Richard Shops

Richard Shops was a British high street retailer of women's fashion.

Richard Shops
TypePrivate
IndustryRetail
Founded1936
Defunct1999
FateDormant company
SuccessorArcadia Group
HeadquartersLondon, UK
Key people
John Sofio, Charles Clore, Joseph Collier

History

The business was created in 1936 by John Sofio, who modelled the business on the US company Learner Brothers.[1] The company was bankrupt by 1941 and was purchased by Charles Clore for £45,000,[1] who subsequently expanded the business before selling it on for £800,000[1] in 1949[2] to United Drapery Stores.[3][4]

Richards was managed by Rudy Weil until his retirement in the mid-1970s.[3] From the 1960s to the 1990s, an expansion of the number of stores[5] saw it as a ubiquitous part of almost every British high street and shopping centre, selling fashion clothing designed to appeal to young women. In the 1970s a hugely popular television advertisement began to appear with a memorable jingle, also used for radio advertisements on Capital Radio.[6]

In 1983 UDS was sold to Hanson plc. Hanson started selling off parts if UDS to pay for its purchase. Fellow UDS bedfellow John Collier was purchased in a management buyout, but Richard Shops' management were unable to raise the capital and it was bought by the newly formed retail group Habitat/Mothercare plc, and became part of Storehouse plc after the merger of Habitat/Mothercare with British Home Stores in 1986.[7]

With the financial troubles suffered by the Storehouse group in the late 1980s, Richard Shops began to lose direction at a time when the high street was becoming a more competitive place for fashion retailers. Since 1972 the men's clothing retailer Burton had been expanding its chain of women's fashion stores under the TopShop brand, and in 1979 it acquired Richard Shops' long-time rival Dorothy Perkins. A more direct assault on Richard Shops came in 1984 from the Burton Group, as Burton was now called, when it launched the unisex fashion chain Principles. Not only did Principles manage to capture something of the mood of the late 1980s in its designs, but it represented the most direct assault to date by Burton on the largely middle-class customer base of Richard Shops. In 1985, Richard Shops had to cancel a contract with South African suppliers over campaigns against apartheid.[8]

In 1988 Storehouse appointed a new chief executive, Michael Julien , with Sir Terence Conran becoming chairman, and the group was reorganised into three divisions, with Richard Shops sharing 'Speciality Retailing' with the group's brands Mothercare, Blazer, Anonymous, and Jacadi.

In 1992 Richard Shops was sold to the British retailing giant Sears plc[9] (not to be confused with the American stores of the same name), the then owner of the London department store Selfridges, and the women's clothing retailers Wallis, Miss Selfridge and Outfit. In 1999 Sir Philip Green, who had acquired Sears plc, transferred Richard Shops, along with Wallis, to the Arcadia Group[10] which immediately announced the closure of all branches of Richard Shops, or their conversion to other Arcadia brands.

References

  1. Lovelock, Derek (1990). Gorb, Peter (ed.). Design Management: Papers from the London Business School. p. 151-156. ISBN 9780442303631.
  2. Palmer, Mark (2013). Clarks: Made to Last: The story of Britain's best-known shoe firm. ISBN 978-1847658456.
  3. Timpson, John (2015). High Street Heroes: The Story of British Retail in 50 People. ISBN 9781848319172.
  4. Dean F. Berry, Sebastian Green (2016). Cultural, Structural and Strategic Change in Management Buyouts. p. 150. ISBN 9781349215591.
  5. "United Drapery Stores". Investors Chronicle and Stock Exchange Gazette. 24: 1592. 1973.
  6. "Capital Radio 194 Jingles & DJS". YouTube.
  7. Dean F. Berry, Sebastian Green (2016). Cultural, Structural and Strategic Change in Management Buyouts. p. 163-164. ISBN 9781349215591.
  8. Magnus Boström; Michele Micheletti; Peter Oosterveer (2019). The Oxford Handbook of Political Consumerism. p. 58. ISBN 978-0-19-062903-8.
  9. Finch, Julia (27 October 2001). "Where class wins over cash". Business. The Guardian. London. Retrieved 28 November 2020.
  10. "Sears sells womenswear business". Business. BBC News. BBC. 8 July 1999. Retrieved 28 November 2020. The troubled retail group Sears has sold part of its clothing business to rival Arcadia. The company is buying Sears' women's clothing business for £151m ($235m), including the Warehouse, Wallis, Miss Selfridge, Richards and Outfit brands. All Richards shops are to be closed, although Arcadia said it would retain 50 well-located stores and keep them open under different names.
This article is issued from Wikipedia. The text is licensed under Creative Commons - Attribution - Sharealike. Additional terms may apply for the media files.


**What you need to do:** With the pictures set aside, reproduce each entry precisely as it reads.

**Data shown:**
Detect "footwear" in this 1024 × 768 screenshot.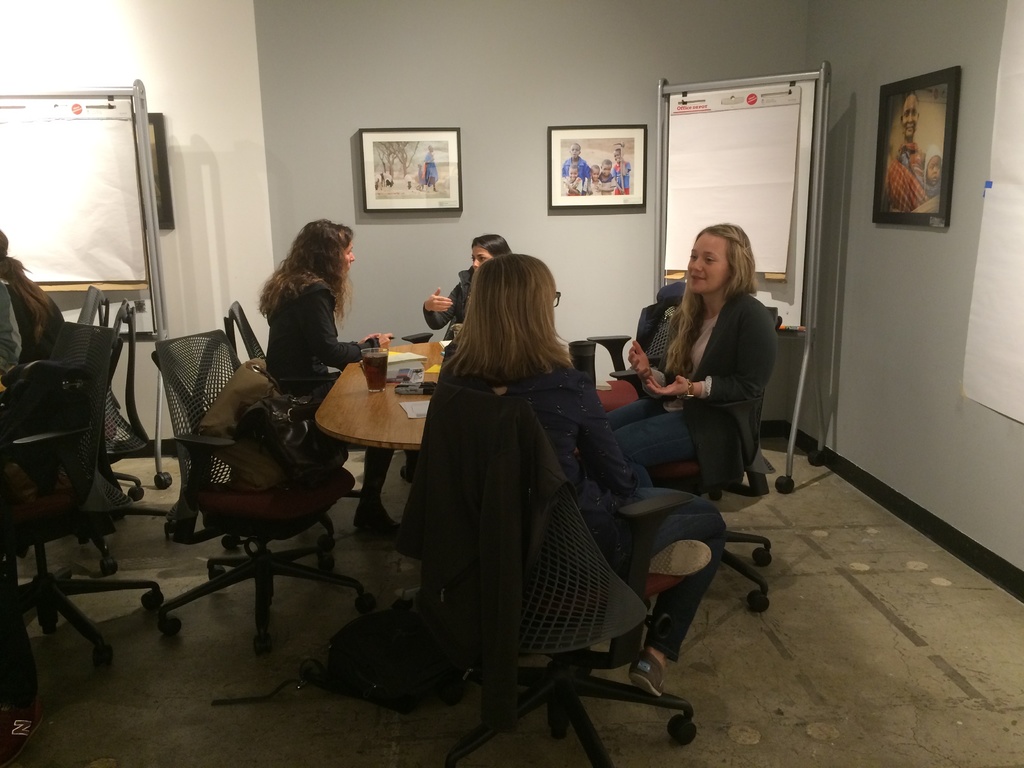
Detection: bbox=[632, 650, 667, 699].
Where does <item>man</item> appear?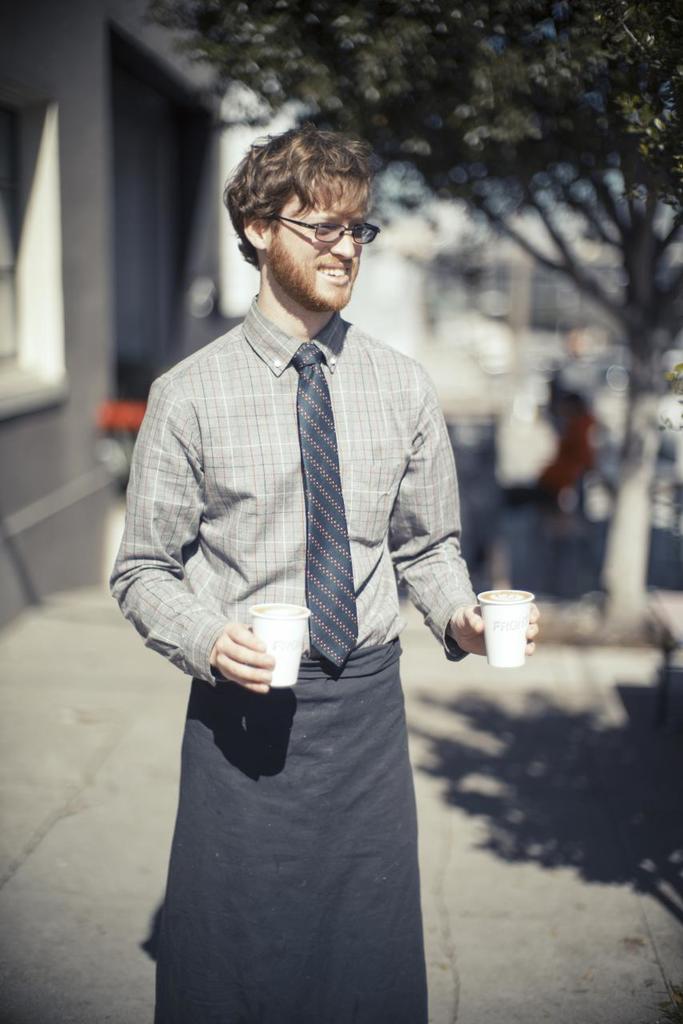
Appears at 120,118,501,1023.
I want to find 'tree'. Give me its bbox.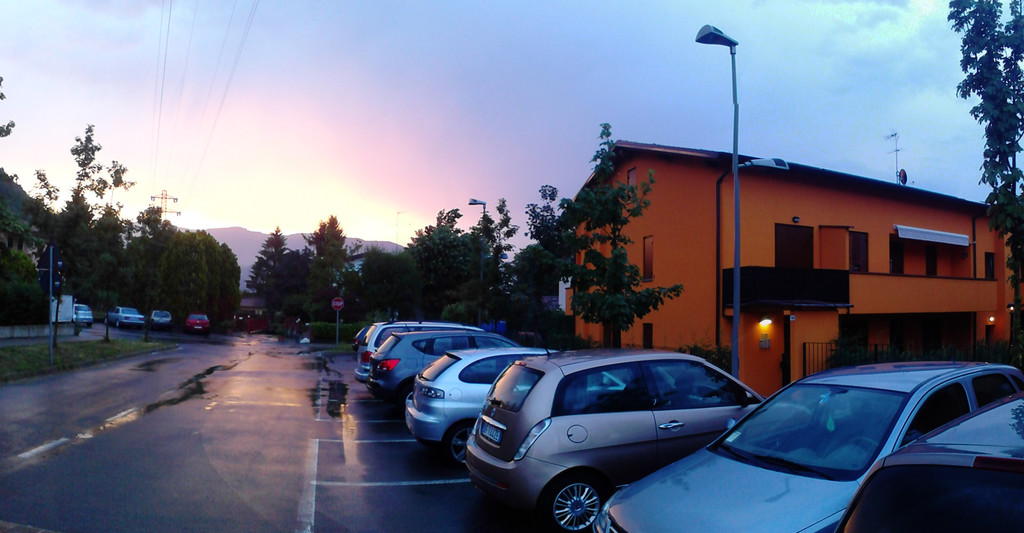
detection(245, 227, 287, 298).
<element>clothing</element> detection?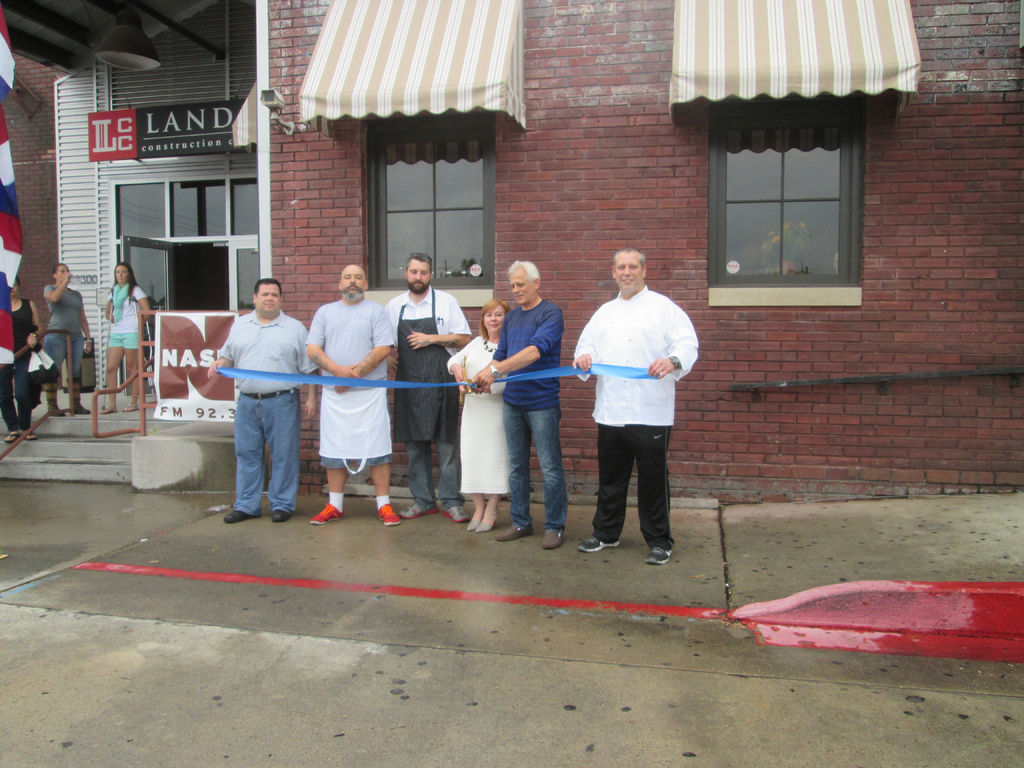
bbox=(217, 308, 306, 516)
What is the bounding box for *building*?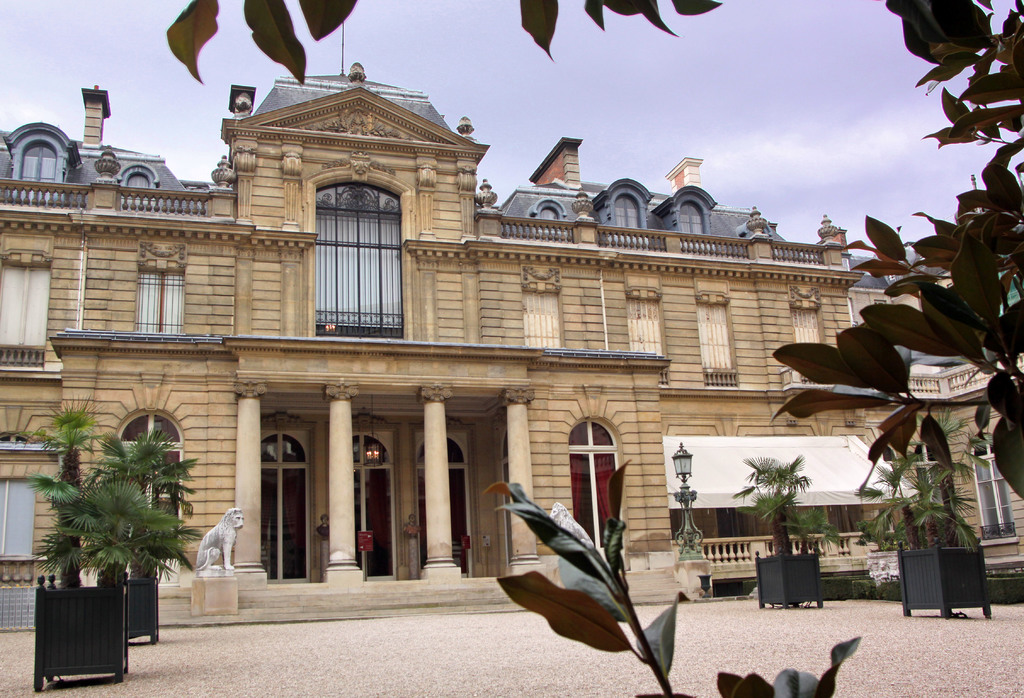
select_region(0, 23, 1023, 628).
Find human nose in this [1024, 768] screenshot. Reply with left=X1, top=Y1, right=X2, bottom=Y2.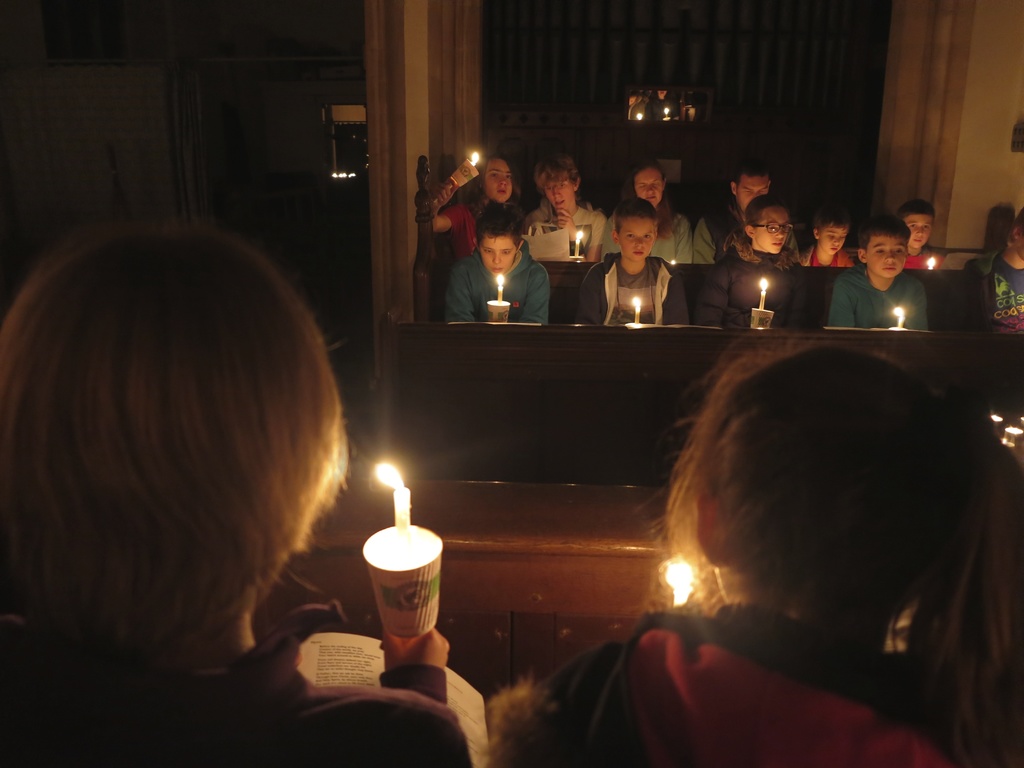
left=883, top=251, right=898, bottom=264.
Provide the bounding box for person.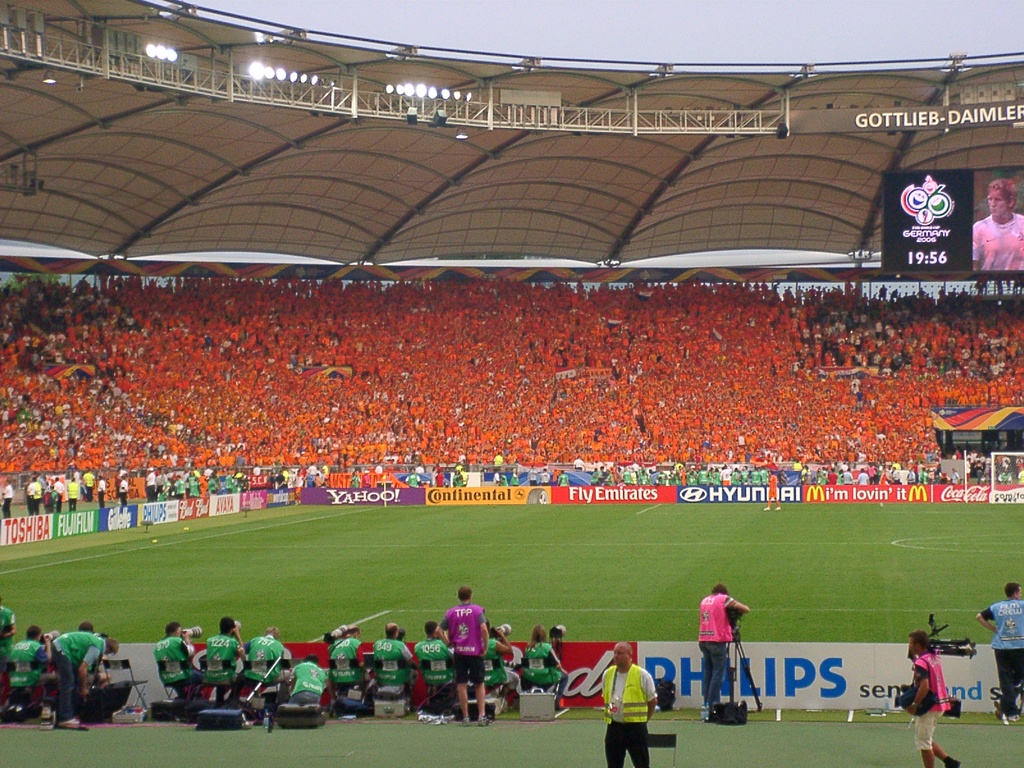
[left=115, top=468, right=122, bottom=502].
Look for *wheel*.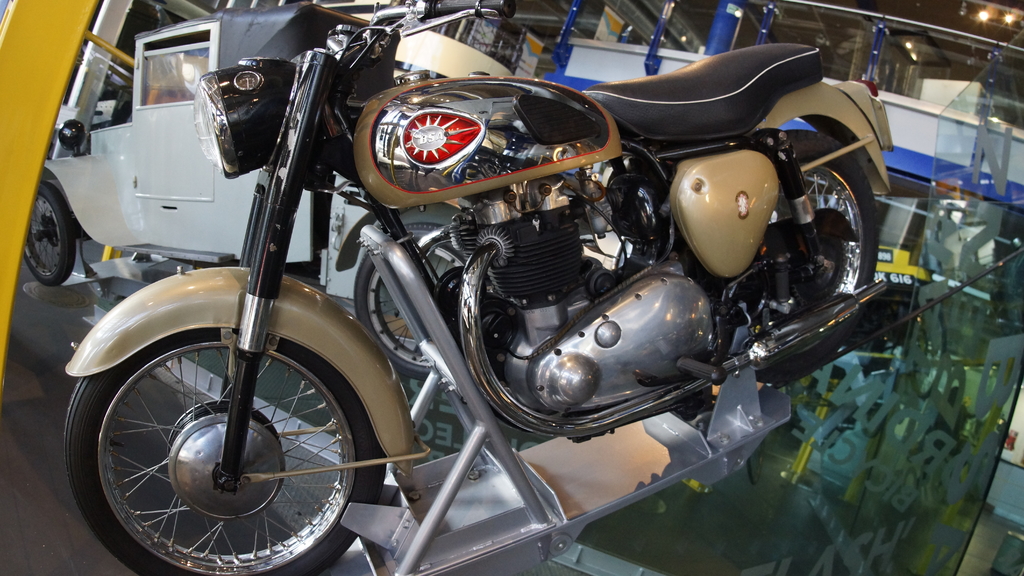
Found: bbox=[348, 223, 500, 373].
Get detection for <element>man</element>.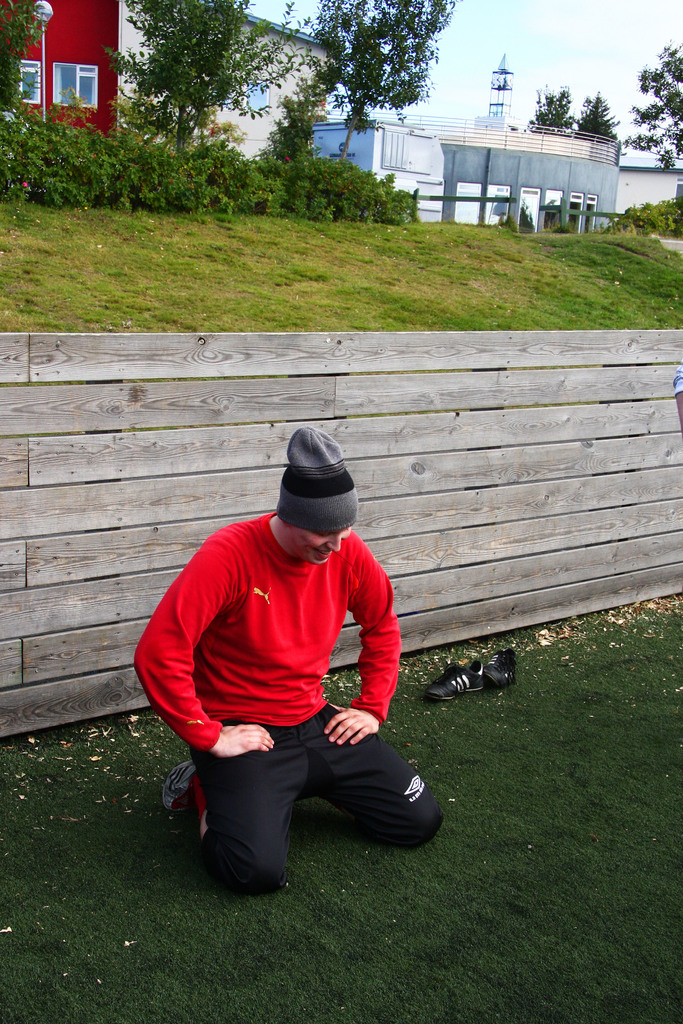
Detection: {"left": 128, "top": 426, "right": 451, "bottom": 897}.
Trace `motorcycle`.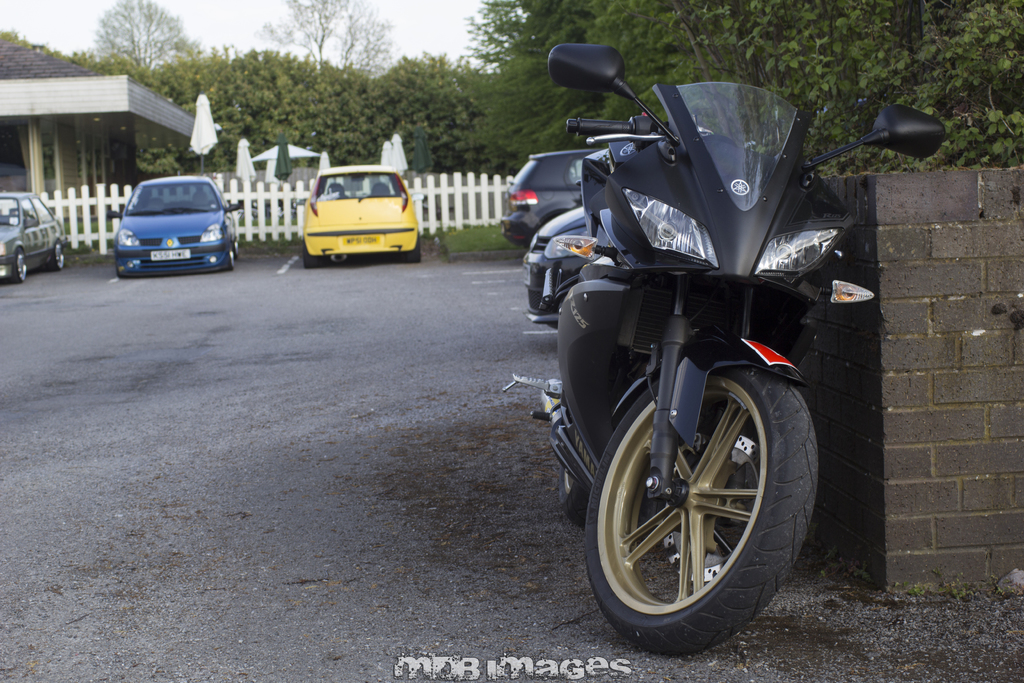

**Output below:**
Detect "footwear" in this 1024 × 768 screenshot.
Detection: bbox=[632, 650, 667, 699].
Where does <item>man</item> appear?
Appears at 120,118,501,1023.
I want to find 'tree'. Give me its bbox.
detection(245, 227, 287, 298).
<element>clothing</element> detection?
bbox=(217, 308, 306, 516)
What is the bounding box for *building*?
select_region(0, 23, 1023, 628).
Find human nose in this [1024, 768] screenshot. Reply with left=X1, top=Y1, right=X2, bottom=Y2.
left=883, top=251, right=898, bottom=264.
Provide the bounding box for person.
[left=115, top=468, right=122, bottom=502].
Look for *wheel*.
Found: bbox=[348, 223, 500, 373].
Get detection for <element>man</element>.
Detection: {"left": 128, "top": 426, "right": 451, "bottom": 897}.
Trace `motorcycle`.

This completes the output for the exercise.